January 28, 2026
How Brooks Running’s HQ North Brings Motion to Architecture
Seattle-based Brooks Running, consistently the most popular shoe among high-performance runners, is obsessed with the power of a good jaunt. So when it set out to expand the company’s headquarters in Seattle’s proudly free-spirited Fremont neighborhood, NBBJ raised the question: how do you translate the rhythm, energy, and, yes, joy of a run into architecture?
Complicating matters, NBBJ wasn’t starting with a blank slate. Brooks had begun construction, and their new building’s barbell-shaped core-and-shell—two floors of concrete below and three floors of mass timber above—had already been completed.
NBBJ wasn’t shy: carving, inserting, redirecting, and choreographing Brooks’ relentless energy into a fixed frame. As a result, HQ North, a 110,000-square-foot expansion that complements Brooks’ Stone34 hub across the street is a building that hums with the culture that inhabits it. “Buildings are static, and Brooks is not,” sums up NBBJ partner Ryan Mullenix.

A Social Hub for Runners and Employees
Stone34, completed in 2014, pushes its social and learning energy to the top, with a panoramic café overlooking Lake Union. At HQ North, NBBJ reversed the logic. “We really wanted to bring Brooks to the ground floor—not only for the public, but for their employees,” says Mullenix. The new entry is conceived as a social hub and even pre-run gathering zone. A compact trailhead café anchors one side; on the other, a porous, rotating product wall—scaled from the proportions of the Brooks shoebox—pulls visitors deeper inside. Behind the reception desk—built from a porous, backlit material reminiscent of Brooks’ cushioning foams—a mural made of woven shoelaces greets visitors. And just beyond that is the building’s signature intervention: a two-story stair lined with a rotating screen of wood blocks, each precisely the size of a Brooks shoebox.
“We wanted to mimic what it feels like running along a body of water,” Mullenix explains—referencing Lake Union, Green Lake, and the Ballard Locks, the local running terrain. “The reflections, the warm sunrise hues, the dappled light.” As you ascend, the blocks rotate open, revealing soft sunrise tones and increasing daylight. On the second floor, a café, fitness center, and testing and learning rooms pull the building’s social energy upward.

Movement and Materiality: Designing Workspaces That Inspire
The third, fourth, and fifth floors, designed for working and making, are organized around NBBJ’s most ambitious move: a three-story, central atrium, supported with mass timber columns and beams, cut into the already-built structure.
“When you step off the elevators, you’re immediately immersed,” describes Mullenix. “The key was for nobody to feel isolated.”
The atrium is deliberately imperfect—its voids shift in scale floor by floor—introducing a sense of movement and variability. And NBBJ established troughs in each section of the mass-timber structure, creating routes for power and data invisibly through the beams.
Directly off the open atrium are Brooks’ materials library, sewing lab, apparel fit rooms, seasonal alignment rooms, and collaboration wall—programs that had previously been scattered across several Fremont buildings. And in the human-scaled open offices beyond, vertical infrastructural walls concentrate plumbing, electrical, and AV, while the rest of the walls are lightweight and reconfigurable—a kind of flexibility that Mullenix likens to the team breaking in a pair of shoes. The offices reached 95 percent Red List–free materials, surpassing the Living Building Challenge requirement.


Movement is expressed subtly and consistently throughout. Curved corners soften transitions; fluted glass blurs figures into rhythmic silhouettes; pendant lights shaped like shoelaces, complete with metal aglets, hang over collaborative zones. Graphic layers deepen the local narrative: a hand-drawn map merges Seattle’s running routes with meaningful landmarks—Fremont’s “Wall of Death” art installation, the Space Needle, and marathon icons. The café’s large mural mixes global running cities with nearby cues like Stone34 and Fremont’s “Center of the Universe” signpost.
“They’re one of the most emotive companies I’ve ever worked with,” Mullenix reflects. “They know exactly who they are. Our job was just to help them convey it.”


EXERCISE DIRECTIONS: Search through the entries for the word "source" and copy every line that has it.

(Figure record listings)
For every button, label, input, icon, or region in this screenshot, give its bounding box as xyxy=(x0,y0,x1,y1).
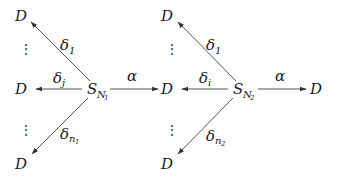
svg-text:i: i xyxy=(208,77,211,88)
svg-text:δ: δ xyxy=(60,125,69,143)
ellipsis-lower-2: ⋮ xyxy=(165,122,179,138)
label-delta-j-block-1: δ j xyxy=(53,69,65,88)
svg-text:1: 1 xyxy=(104,94,108,102)
absorbing-state-bottom-2: D xyxy=(160,155,173,173)
label-alpha-block-1: α xyxy=(127,67,137,85)
svg-text:δ: δ xyxy=(206,127,215,145)
svg-text:S: S xyxy=(233,80,243,98)
absorbing-state-bottom-1: D xyxy=(14,155,27,173)
source-state-2: S N 2 xyxy=(233,80,255,102)
ellipsis-upper-1: ⋮ xyxy=(19,41,33,57)
svg-text:S: S xyxy=(87,80,97,98)
svg-text:δ: δ xyxy=(206,36,215,54)
svg-text:1: 1 xyxy=(69,45,75,56)
block-1: D ⋮ D ⋮ D S N 1 δ 1 δ j δ n 1 α xyxy=(14,7,158,173)
ellipsis-lower-1: ⋮ xyxy=(19,122,33,138)
label-delta-1-block-2: δ 1 xyxy=(206,36,221,56)
label-delta-n1-block-1: δ n 1 xyxy=(60,125,79,146)
svg-text:δ: δ xyxy=(60,36,69,54)
absorbing-state-top-2: D xyxy=(160,7,173,25)
block-2: D ⋮ D ⋮ D S N 2 δ 1 δ i δ n 2 α D xyxy=(160,7,322,173)
absorbing-state-middle-2: D xyxy=(160,80,173,98)
svg-text:δ: δ xyxy=(199,69,208,87)
markov-chain-diagram: D ⋮ D ⋮ D S N 1 δ 1 δ j δ n 1 α D xyxy=(0,0,337,179)
source-state-1: S N 1 xyxy=(87,80,108,102)
svg-text:2: 2 xyxy=(249,94,255,102)
label-delta-i-block-2: δ i xyxy=(199,69,211,88)
svg-text:2: 2 xyxy=(220,140,226,148)
label-delta-1-block-1: δ 1 xyxy=(60,36,75,56)
label-alpha-block-2: α xyxy=(275,67,285,85)
absorbing-state-middle-1: D xyxy=(14,80,27,98)
svg-text:1: 1 xyxy=(215,45,221,56)
label-delta-n2-block-2: δ n 2 xyxy=(206,127,226,148)
absorbing-state-top-1: D xyxy=(14,7,27,25)
svg-text:δ: δ xyxy=(53,69,62,87)
ellipsis-upper-2: ⋮ xyxy=(165,41,179,57)
svg-text:1: 1 xyxy=(75,138,79,146)
absorbing-state-right-2: D xyxy=(309,80,322,98)
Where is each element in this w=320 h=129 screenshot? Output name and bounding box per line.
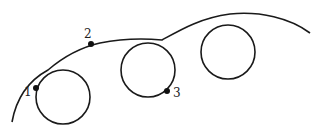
point-1-label: 1 (24, 85, 32, 99)
outer-curve (12, 13, 310, 122)
point-2-marker (88, 41, 94, 47)
point-2-label: 2 (84, 27, 92, 41)
point-3-label: 3 (173, 86, 181, 100)
loop-1 (36, 70, 90, 124)
loop-3 (201, 25, 255, 79)
trochoid-diagram: 1 2 3 (0, 0, 320, 129)
point-3-marker (164, 88, 170, 94)
point-1-marker (33, 85, 39, 91)
diagram-svg: 1 2 3 (0, 0, 320, 129)
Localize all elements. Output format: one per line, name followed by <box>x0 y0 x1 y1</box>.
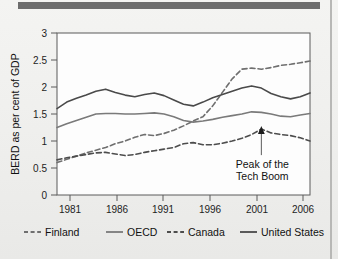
page-background: 0 0.5 1 1.5 2 2.5 3 BERD as per cent of … <box>0 0 338 259</box>
y-tick-label-2: 1 <box>41 136 47 147</box>
x-tick-label-1991: 1991 <box>152 204 175 215</box>
legend-label-finland[interactable]: Finland <box>45 226 80 238</box>
y-tick-label-3: 1.5 <box>33 109 47 120</box>
top-divider-rule <box>18 2 320 9</box>
y-tick-label-4: 2 <box>41 82 47 93</box>
y-tick-label-5: 2.5 <box>33 55 47 66</box>
x-tick-label-2001: 2001 <box>246 204 269 215</box>
x-tick-label-1981: 1981 <box>59 204 82 215</box>
x-tick-label-1996: 1996 <box>199 204 222 215</box>
legend-label-united-states[interactable]: United States <box>261 226 324 238</box>
x-tick-label-1986: 1986 <box>106 204 129 215</box>
y-axis-title: BERD as per cent of GDP <box>9 53 21 174</box>
legend-label-oecd[interactable]: OECD <box>127 226 158 238</box>
x-tick-label-2006: 2006 <box>292 204 315 215</box>
y-axis: 0 0.5 1 1.5 2 2.5 3 <box>33 28 57 201</box>
legend-label-canada[interactable]: Canada <box>188 226 225 238</box>
line-chart: 0 0.5 1 1.5 2 2.5 3 BERD as per cent of … <box>0 12 330 255</box>
annotation-line-2: Tech Boom <box>236 170 289 182</box>
chart-legend: FinlandOECDCanadaUnited States <box>24 226 324 238</box>
annotation-line-1: Peak of the <box>236 158 289 170</box>
right-page-border <box>330 0 332 259</box>
y-tick-label-1: 0.5 <box>33 163 47 174</box>
y-tick-label-0: 0 <box>41 190 47 201</box>
y-tick-label-6: 3 <box>41 28 47 39</box>
x-axis: 1981 1986 1991 1996 2001 2006 <box>59 195 315 215</box>
chart-figure: 0 0.5 1 1.5 2 2.5 3 BERD as per cent of … <box>0 12 330 255</box>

RESULT BELOW:
source-state-2: S N 2 xyxy=(233,80,255,102)
source-state-1: S N 1 xyxy=(87,80,108,102)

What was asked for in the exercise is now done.